UFG x Rocketship California
Begin with the oldest campuses and the highest-signal conditions.
A phased rollout gives Rocketship a low-risk way to test the UFG operating model while producing immediate value. The first wave should generate a visible action packet and several early wins that prove responsiveness.
Alignment and campus selection
Confirm priority goals, choose the first-wave campuses, gather known issue history, and align on the walkthrough sequence. Recommended opening list: Mateo Sheedy, Si Se Puede, Discovery Prep, Mosaic, and Los Suenos.
Field walkthroughs and campus scoring
Inspect conditions, capture issue patterns, note recurring service gaps, and identify where bundled work can reduce vendor complexity quickly.
Action book and priority release
Deliver the first packet with immediate fixes, medium-term scopes, and bid-ready opportunities broken out by urgency, campus, and service category.
Launch recurring support and refine the wider bid
Move selected scopes into active service, tighten reporting cadence, and use the walkthrough findings to shape the broader California procurement conversation.
UFG x Rocketship California
The best partnership model is measurable, quiet, and easy for leadership to trust.
Rocketship does not need a dramatic vendor relationship. It needs a reliable one. UFG's fit is strongest when the governance is simple, expectations are explicit, and the field picture stays visible without generating unnecessary noise.
Single point of contact
Leadership and site teams should know exactly where responsibility lives for recurring scopes, escalations, and follow-up.
Routine reporting
Short, readable updates should surface wins, recurring issues, and bigger concerns before they become surprises.
Bid-ready clarity
Walkthrough findings should naturally mature into scopes that can be priced, compared, or packaged for formal procurement.
Why the match makes sense
- Rocketship needs local execution density in California.
- UFG's breadth reduces the need for several separate operating vendors.
- Educational facilities are already part of UFG's market language.
- A walkthrough-led start keeps the buying decision grounded in real campus conditions.

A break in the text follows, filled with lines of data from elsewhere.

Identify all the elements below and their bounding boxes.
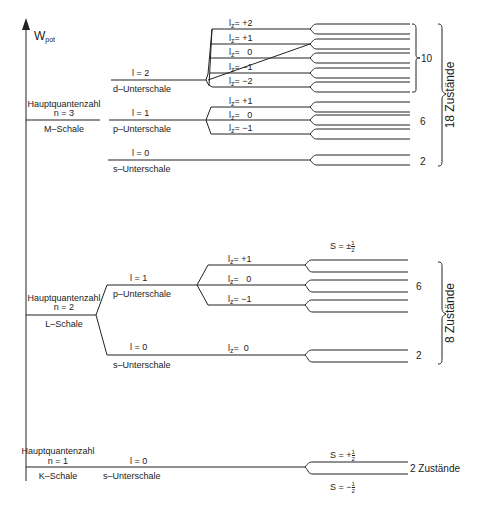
m-spin-forks: [310, 24, 410, 165]
l-p-count: 6: [416, 282, 422, 292]
bracket-d: [412, 24, 420, 92]
m-d-l: l = 2: [132, 68, 149, 78]
lz-label: lz= −1: [228, 294, 252, 307]
lz-label: lz= +1: [229, 33, 253, 46]
l-shell-n: n = 2: [16, 302, 112, 312]
lz-label: lz= −2: [229, 76, 253, 89]
m-s-name: s–Unterschale: [113, 164, 171, 174]
k-shell-name: K–Schale: [10, 471, 106, 481]
m-d-count: 10: [421, 54, 432, 64]
k-spin-down: S = −12: [330, 481, 355, 494]
l-s-l: l = 0: [130, 342, 147, 352]
lz-label: lz= +1: [228, 254, 252, 267]
l-p-l: l = 1: [130, 273, 147, 283]
m-s-count: 2: [420, 157, 426, 167]
m-d-name: d–Unterschale: [113, 84, 171, 94]
l-s-count: 2: [416, 351, 422, 361]
k-shell-title: Hauptquantenzahl: [10, 446, 106, 456]
lz-label: lz= 0: [228, 274, 251, 287]
axis-arrow-icon: [22, 18, 30, 30]
lz-label: lz= +1: [229, 96, 253, 109]
m-s-l: l = 0: [132, 148, 149, 158]
axis-label: Wpot: [34, 29, 55, 47]
lz-label: lz= 0: [228, 343, 249, 356]
l-spin-label: S = ±12: [330, 240, 355, 253]
m-shell-n: n = 3: [16, 108, 112, 118]
k-s-name: s–Unterschale: [103, 471, 161, 481]
l-s-name: s–Unterschale: [113, 360, 171, 370]
m-p-count: 6: [420, 117, 426, 127]
m-p-name: p–Unterschale: [113, 124, 171, 134]
k-shell-n: n = 1: [10, 456, 106, 466]
l-p-name: p–Unterschale: [113, 289, 171, 299]
k-spin-up: S = +12: [330, 449, 355, 462]
k-s-l: l = 0: [130, 456, 147, 466]
lz-label: lz= +2: [229, 18, 253, 31]
l-shell-name: L–Schale: [16, 319, 112, 329]
lz-label: lz= −1: [229, 123, 253, 136]
l-total: 8 Zustände: [443, 283, 457, 343]
lz-label: lz= 0: [229, 47, 252, 60]
l-spin-forks: [305, 260, 408, 362]
m-total: 18 Zustände: [443, 60, 457, 130]
lz-label: lz= 0: [229, 110, 252, 123]
m-p-l: l = 1: [132, 108, 149, 118]
lz-label: lz= −1: [229, 62, 253, 75]
k-total: 2 Zustände: [410, 464, 460, 474]
m-shell-name: M–Schale: [16, 124, 112, 134]
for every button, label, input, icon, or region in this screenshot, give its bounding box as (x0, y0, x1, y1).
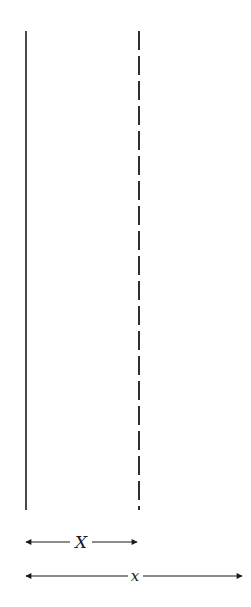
diagram-svg: X x (0, 0, 251, 607)
dimension-label-X: X (73, 532, 88, 552)
diagram-canvas: X x (0, 0, 251, 607)
dimension-label-x: x (131, 567, 140, 585)
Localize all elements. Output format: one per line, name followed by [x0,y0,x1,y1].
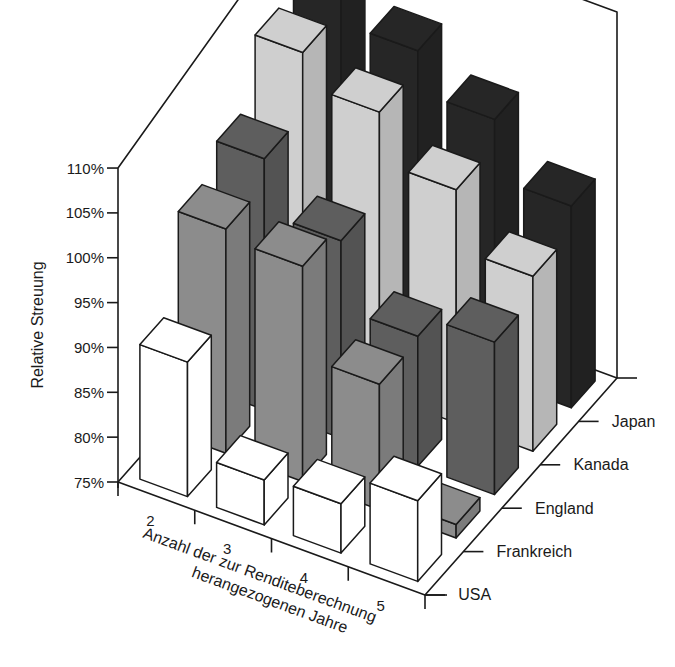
bar-usa-2 [140,318,211,497]
3d-bar-chart: 75%80%85%90%95%100%105%110%Relative Stre… [0,0,675,667]
chart-container: 75%80%85%90%95%100%105%110%Relative Stre… [0,0,675,667]
y-tick-label: 85% [74,384,104,401]
depth-tick-label: Frankreich [497,543,573,560]
depth-tick-label: England [535,500,594,517]
bars [140,0,595,581]
bar-england-5 [447,298,518,495]
y-tick-label: 90% [74,339,104,356]
bar-frankreich-3 [255,222,326,482]
bar-usa-4 [293,459,364,553]
y-tick-label: 75% [74,474,104,491]
y-tick-label: 95% [74,294,104,311]
depth-tick-label: Japan [612,413,656,430]
y-tick-label: 105% [66,204,104,221]
depth-tick-label: Kanada [573,456,628,473]
y-axis: 75%80%85%90%95%100%105%110%Relative Stre… [29,160,118,491]
depth-tick-label: USA [458,586,491,603]
y-axis-label: Relative Streuung [29,261,46,388]
bar-usa-5 [370,456,441,581]
y-tick-label: 100% [66,249,104,266]
y-tick-label: 110% [67,160,104,177]
y-tick-label: 80% [74,429,104,446]
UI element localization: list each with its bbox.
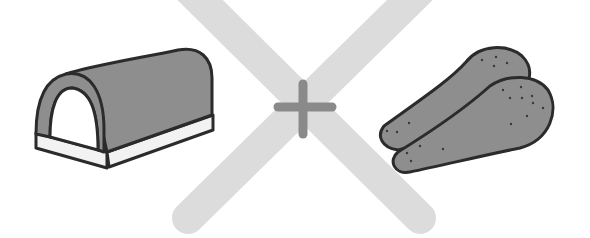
- drumsticks-icon: [380, 48, 552, 173]
- loaf-icon: [36, 49, 213, 168]
- illustration-canvas: loaf + drumsticks: [0, 0, 590, 238]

- As a family-owned and operated MBE with dedicated safety oversight and child safeguarding training for every employee, UFG aligns with Rocketship's expectations around safety, diversity, and campus accountability.
What makes the proposal credible
- It is built around actual Rocketship California conditions, not generic school copy.
- It starts with insight and field validation instead of asking for a broad commitment immediately.
- It gives Brandon Werner a path to cleaner oversight without creating more layers.
- It positions UFG as a practical operator, not a presentation-heavy middleman.
UFG x Rocketship California
Move from interest to a working California facilities partnership.
The most effective next move is a short planning call followed by a first-wave campus walkthrough. That creates a real operating packet Rocketship can use internally and gives UFG the opportunity to prove fit before broader bid activity advances.
Suggested next three actions
- Select the first-wave campuses for walkthrough based on age, signal, and current leadership priorities.
- Confirm the service categories Rocketship wants evaluated for immediate support versus future bid packaging.
- Set a review session to walk through the finished action book and identify quick-start scopes.
What success looks like
Rocketship ends the first engagement with sharper campus visibility, a cleaner operating roadmap, and a stronger basis for California bid decisions. UFG earns the broader conversation by making the first packet useful.
United Facilities Group
Ready to support Rocketship California.
Santa Clara headquarters
2415 De La Cruz Blvd, Santa Clara, CA 95050
408-588-1537
info@ufgworks.com
ufgworks.com
Letty Miranda, UFG President
lmiranda@ufgworks.com
(408) 396-4606
Prepared as a strategic working packet for Rocketship Public Schools California.